The SWP stood aside from the Benn surge and the Labour Party, smirking behind Tony Cliff’s silly analogy: “If you want to push a wheelbarrow, you don’t sit in it”. In 1979, as the Labour left erupted, the SWP turned away from the labour movement and towards exclusive focus on building themselves as a toy-town pseudo-Bolshevik “party”. Their shibboleth, the “theory of the downturn” meant when the miners went on strike, the SWP denounced support groups as “left-wing Oxfam”. The SWP appealed to Labour activists to “join the socialists” – to abandon the fight in the mass political labour movement and join those who preached that general fightback was hopeless.

The Orthodox “Fourth International” led by Ernest Mandel spawned the IMG in Britain. It was a wildly unstable organisation, kept together by a common adherence to “the International”. The IMG zig-zagged in and out of the Labour Party. More recently its remnants sojourned in George Galloway’s Respect, then the Green Left faction of the Green Party, followed by Left Unity. It breeds and bequeaths political confusion. In France, the Mandelite organisation (NPA) drifts towards social democratic norms: a party of “adherents” rather than activists, where members in official union positions are outside party supervision, where the party’s publications are desultorily produced and little circulated.

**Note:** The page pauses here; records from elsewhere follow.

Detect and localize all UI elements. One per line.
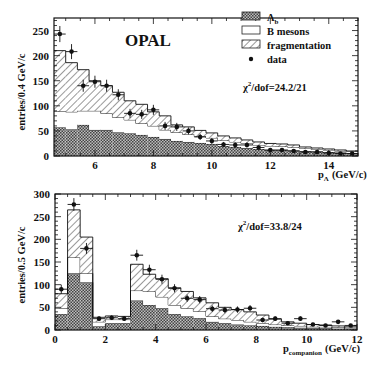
data-point: [348, 323, 353, 328]
histogram-bin: [193, 311, 206, 318]
histogram-bin: [218, 146, 230, 156]
histogram-bin: [55, 308, 68, 314]
data-point: [291, 149, 296, 154]
top-y-axis-label: entries/0.4 GeV/c: [16, 53, 27, 130]
histogram-bin: [206, 322, 219, 330]
histogram-bin: [105, 323, 118, 330]
data-point: [69, 49, 74, 54]
legend-marker-data: [249, 57, 253, 61]
y-tick-label: 200: [34, 233, 51, 245]
data-point: [280, 148, 285, 153]
y-tick-label: 300: [34, 188, 51, 200]
histogram-bin: [229, 147, 241, 156]
data-point: [116, 92, 121, 97]
histogram-bin: [253, 142, 265, 145]
legend-swatch-lambda-b: [242, 12, 260, 20]
data-point: [260, 318, 265, 323]
histogram-bin: [181, 308, 194, 316]
histogram-bin: [148, 126, 160, 137]
data-point: [235, 307, 240, 312]
data-point: [163, 124, 168, 129]
histogram-bin: [143, 305, 156, 330]
data-point: [122, 316, 127, 321]
histogram-bin: [105, 320, 118, 324]
y-tick-label: 150: [34, 256, 51, 268]
histogram-bin: [193, 318, 206, 330]
x-tick-label: 2: [103, 333, 109, 345]
histogram-bin: [101, 113, 113, 130]
data-point: [315, 150, 320, 155]
data-point: [210, 139, 215, 144]
data-point: [59, 287, 64, 292]
data-point: [151, 108, 156, 113]
experiment-title: OPAL: [125, 31, 171, 50]
histogram-bin: [77, 125, 89, 156]
bottom-panel: 024681012050100150200250300 χ2/dof=33.8/…: [16, 188, 363, 357]
data-point: [285, 321, 290, 326]
legend-label-b-mesons: B mesons: [267, 26, 309, 37]
histogram-bin: [183, 134, 195, 142]
histogram-bin: [118, 323, 131, 330]
histogram-bin: [112, 132, 124, 156]
histogram-bin: [55, 294, 68, 309]
x-tick-label: 10: [301, 333, 313, 345]
histogram-bin: [112, 117, 124, 132]
y-tick-label: 50: [38, 125, 50, 137]
y-tick-label: 50: [39, 301, 51, 313]
data-point: [186, 129, 191, 134]
data-point: [128, 111, 133, 116]
data-point: [172, 286, 177, 291]
histogram-bin: [143, 274, 156, 291]
histogram-bin: [66, 112, 78, 130]
data-point: [81, 83, 86, 88]
histogram-bin: [156, 297, 169, 308]
top-x-axis-label: pΛ(GeV/c): [318, 169, 367, 183]
histogram-bin: [219, 323, 232, 330]
data-point: [109, 315, 114, 320]
data-point: [197, 297, 202, 302]
data-point: [298, 316, 303, 321]
bottom-y-axis-label: entries/0.5 GeV/c: [16, 226, 27, 303]
histogram-bin: [131, 291, 144, 301]
x-tick-label: 8: [254, 333, 260, 345]
data-point: [104, 83, 109, 88]
series-fragmentation: [55, 210, 357, 328]
histogram-bin: [159, 139, 171, 156]
data-point: [336, 320, 341, 325]
histogram-bin: [136, 135, 148, 156]
histogram-bin: [229, 138, 241, 142]
histogram-bin: [131, 301, 144, 330]
data-point: [72, 202, 77, 207]
figure: 68101214050100150200250 OPAL Λb B mesons…: [0, 0, 381, 371]
y-tick-label: 250: [34, 211, 51, 223]
histogram-bin: [124, 120, 136, 134]
histogram-bin: [80, 237, 93, 273]
histogram-bin: [168, 314, 181, 330]
histogram-bin: [171, 132, 183, 141]
histogram-bin: [181, 316, 194, 330]
legend-label-data: data: [267, 54, 288, 65]
y-tick-label: 0: [44, 150, 50, 162]
y-tick-label: 250: [33, 25, 50, 37]
histogram-bin: [89, 111, 101, 130]
data-point: [311, 322, 316, 327]
histogram-bin: [93, 322, 106, 327]
y-tick-label: 0: [45, 324, 51, 336]
data-point: [84, 246, 89, 251]
histogram-bin: [218, 136, 230, 141]
x-tick-label: 4: [153, 333, 159, 345]
data-point: [139, 112, 144, 117]
legend-swatch-fragmentation: [242, 40, 260, 48]
x-tick-label: 6: [203, 333, 209, 345]
histogram-bin: [159, 130, 171, 139]
histogram-bin: [143, 291, 156, 305]
data-points: [55, 198, 357, 328]
legend: Λb B mesons fragmentation data: [242, 12, 331, 65]
data-point: [248, 306, 253, 311]
data-point: [303, 150, 308, 155]
data-point: [350, 151, 355, 156]
data-point: [273, 316, 278, 321]
data-point: [233, 143, 238, 148]
histogram-bin: [68, 210, 81, 258]
histogram-bin: [244, 312, 257, 322]
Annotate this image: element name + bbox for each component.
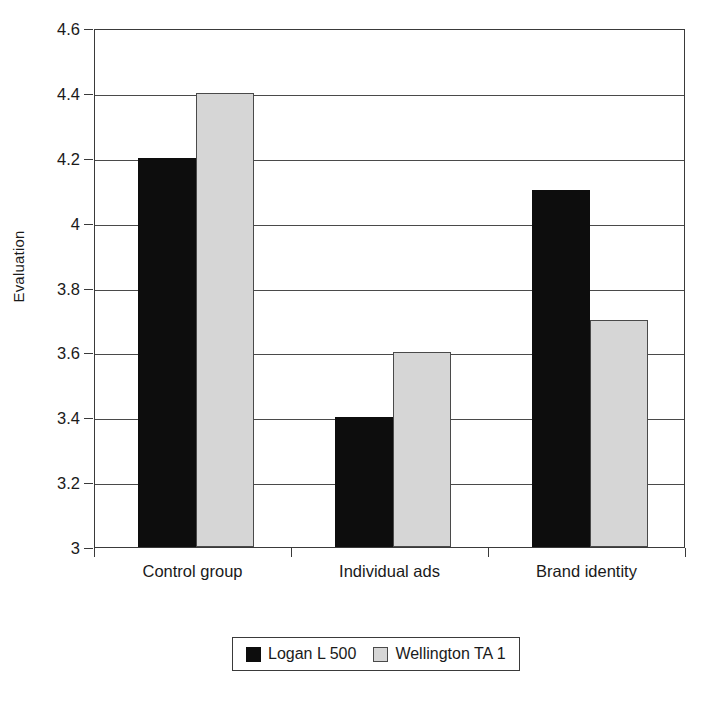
- y-axis-tick-label: 3.6: [28, 344, 80, 363]
- bar: [138, 158, 196, 547]
- bar: [590, 320, 648, 547]
- x-axis-tick-mark: [488, 548, 489, 557]
- x-axis-category-label: Brand identity: [536, 562, 637, 581]
- y-axis-tick-label: 4.4: [28, 84, 80, 103]
- black-square-swatch: [246, 647, 261, 662]
- legend-label: Logan L 500: [268, 645, 356, 663]
- y-axis-title: Evaluation: [10, 187, 27, 347]
- bar: [393, 352, 451, 547]
- y-axis-tick-label: 3.4: [28, 409, 80, 428]
- legend-label: Wellington TA 1: [395, 645, 505, 663]
- y-axis-tick-mark: [84, 224, 93, 225]
- x-axis-tick-mark: [291, 548, 292, 557]
- x-axis-tick-mark: [94, 548, 95, 557]
- gridline: [95, 95, 684, 96]
- legend-entry: Logan L 500: [246, 645, 356, 663]
- y-axis-tick-mark: [84, 548, 93, 549]
- y-axis-tick-label: 3.2: [28, 474, 80, 493]
- x-axis-category-label: Individual ads: [339, 562, 440, 581]
- x-axis-category-label: Control group: [143, 562, 243, 581]
- y-axis-tick-label: 4: [28, 214, 80, 233]
- y-axis-tick-mark: [84, 29, 93, 30]
- plot-area: [94, 29, 685, 548]
- y-axis-tick-label: 4.2: [28, 149, 80, 168]
- y-axis-tick-label: 4.6: [28, 20, 80, 39]
- y-axis-tick-mark: [84, 418, 93, 419]
- y-axis-tick-mark: [84, 94, 93, 95]
- bar: [532, 190, 590, 547]
- bar-chart: Evaluation 33.23.43.63.844.24.44.6 Contr…: [0, 0, 708, 705]
- bar: [196, 93, 254, 547]
- x-axis-tick-mark: [685, 548, 686, 557]
- y-axis-tick-labels: 33.23.43.63.844.24.44.6: [28, 0, 80, 705]
- y-axis-tick-mark: [84, 159, 93, 160]
- gray-square-swatch: [373, 647, 388, 662]
- y-axis-tick-label: 3.8: [28, 279, 80, 298]
- chart-legend: Logan L 500Wellington TA 1: [232, 637, 520, 671]
- y-axis-tick-mark: [84, 353, 93, 354]
- y-axis-tick-mark: [84, 483, 93, 484]
- bar: [335, 417, 393, 547]
- y-axis-tick-mark: [84, 289, 93, 290]
- y-axis-tick-label: 3: [28, 539, 80, 558]
- legend-entry: Wellington TA 1: [373, 645, 505, 663]
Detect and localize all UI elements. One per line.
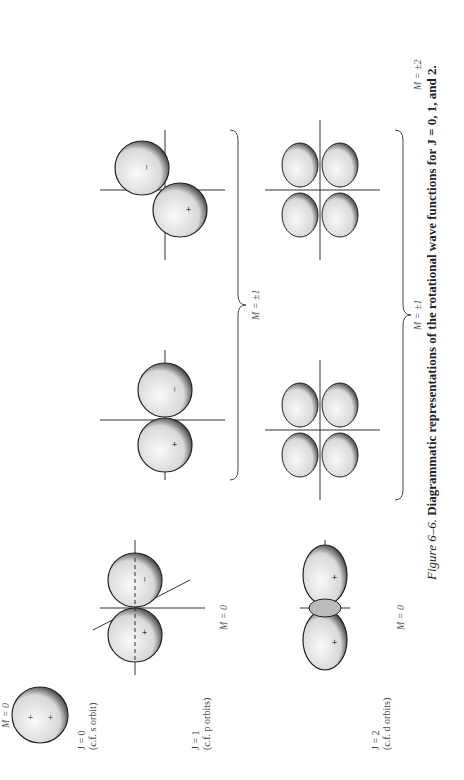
brace-j1-m1 <box>230 130 246 480</box>
svg-text:+: + <box>183 206 194 212</box>
j2-m1-cloverleaf-a <box>265 360 380 500</box>
j0-label: J = 0 (c.f. s orbit) <box>76 703 98 750</box>
j0-m-label: M = 0 <box>0 703 11 728</box>
j0-sphere: + + <box>12 687 68 743</box>
orbital-analogy: (c.f. p orbits) <box>201 698 212 750</box>
svg-text:+: + <box>25 714 36 720</box>
brace-j2-m1 <box>395 130 411 500</box>
svg-text:+: + <box>169 441 180 447</box>
figure-caption: Figure 6–6. Diagrammatic representations… <box>424 65 440 580</box>
j1-m1-dumbbell-a: + − <box>100 350 225 480</box>
caption-text: Diagrammatic representations of the rota… <box>424 65 439 516</box>
rotated-figure-page: + + + − + − <box>0 0 464 780</box>
j-value: J = 0 <box>76 703 87 750</box>
orbital-analogy: (c.f. s orbit) <box>87 703 98 750</box>
svg-text:+: + <box>329 574 340 580</box>
svg-text:−: − <box>141 164 152 170</box>
j1-m1-label: M = ±1 <box>250 289 261 320</box>
figure-number: Figure 6–6. <box>424 519 439 580</box>
j1-m0-label: M = 0 <box>218 605 229 630</box>
j2-m0-label: M = 0 <box>395 605 406 630</box>
j-value: J = 1 <box>190 698 201 750</box>
j1-m1-dumbbell-b: + − <box>100 130 225 260</box>
orbital-diagram: + + + − + − <box>0 0 464 780</box>
j2-m1-cloverleaf-b <box>265 120 380 260</box>
svg-text:+: + <box>329 639 340 645</box>
j2-label: J = 2 (c.f. d orbits) <box>370 698 392 750</box>
svg-text:+: + <box>139 629 150 635</box>
j1-label: J = 1 (c.f. p orbits) <box>190 698 212 750</box>
svg-text:−: − <box>169 386 180 392</box>
j-value: J = 2 <box>370 698 381 750</box>
j2-m1-label: M = ±1 <box>412 299 423 330</box>
j2-m2-label: M = ±2 <box>412 59 423 90</box>
j1-m0-dumbbell: + − <box>93 540 205 675</box>
svg-text:+: + <box>45 714 56 720</box>
j2-m0-dz2: + + <box>300 540 350 670</box>
svg-text:−: − <box>139 576 150 582</box>
figure-page: + + + − + − <box>0 0 464 780</box>
orbital-analogy: (c.f. d orbits) <box>381 698 392 750</box>
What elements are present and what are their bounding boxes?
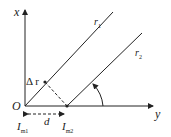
im2-label: Im2 <box>62 121 73 134</box>
perpendicular-dashed <box>45 82 67 106</box>
im2-point <box>65 104 68 107</box>
angle-arc <box>93 84 103 106</box>
x-axis-label: x <box>14 6 19 18</box>
r1-label: r1 <box>94 17 101 29</box>
delta-r-label: Δ r <box>26 76 39 87</box>
origin-label: O <box>12 100 21 112</box>
d-label: d <box>44 116 50 127</box>
im1-label: Im1 <box>17 121 28 134</box>
y-axis-label: y <box>155 108 160 120</box>
diagram-graphics <box>0 0 171 137</box>
ray-r2 <box>67 33 142 106</box>
delta-r-point <box>43 80 46 83</box>
diagram: x y O r1 r2 Δ r d Im1 Im2 <box>0 0 171 137</box>
r2-label: r2 <box>135 48 142 60</box>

A lot of people who think of themselves as Marxists have grown indifferent or hostile to any project of building a Marxist organisation. They march under the idea that they should “develop the influence of Marxism” by promoting left-wing ideas in the existing broad labour movement. They claim no socialist organisation beyond the Labour Party and its coteries is needed. But it is impossible to meaningfully develop the “influence of Marxism” as a revolutionary force without building a revolutionary organisation. The experience of Russia, Germany, Spain, France, Chile and countless other class struggles demonstrates this beyond doubt.

In Shachtman’s texts, he brilliantly deconstructs the arguments Erber had used to rationalise giving up on revolutionary Marxist politics. He shows how Erber slipped from a critique of the 1917 Russian revolution into the prettification of New Deal USA. Shachtman expertly laid out the Marxist theory of the bourgeois state to expose Erber’s descent into social democratic reformism. He exposed how Erber’s anti-Stalinism drove him away from the socialist project of working class self-emancipation. Objections to Marxism invariably become an admonishment against workers daring to take power and rule in their own class interests.

Shachtman also explained the kind of revolutionary party necessary for the working class to free itself. Recalling the best days of the Bolsheviks, he showed that such a party must analyse reality and take its own theory seriously. Only through democratic debate and the fight for clarity can a Marxist tendency thrive to transform the existing labour movement.

Shachtman recognised the tremendous pressures exerted on working class socialists by the mechanisms of capitalism and the terror of Stalinism. The only answer is to build up and develop our intellectual resources and weld an activist force that fights for those ideas.

Socialist consciousness is the irreplaceable condition of working class self-liberation: this book shows why we fight for it.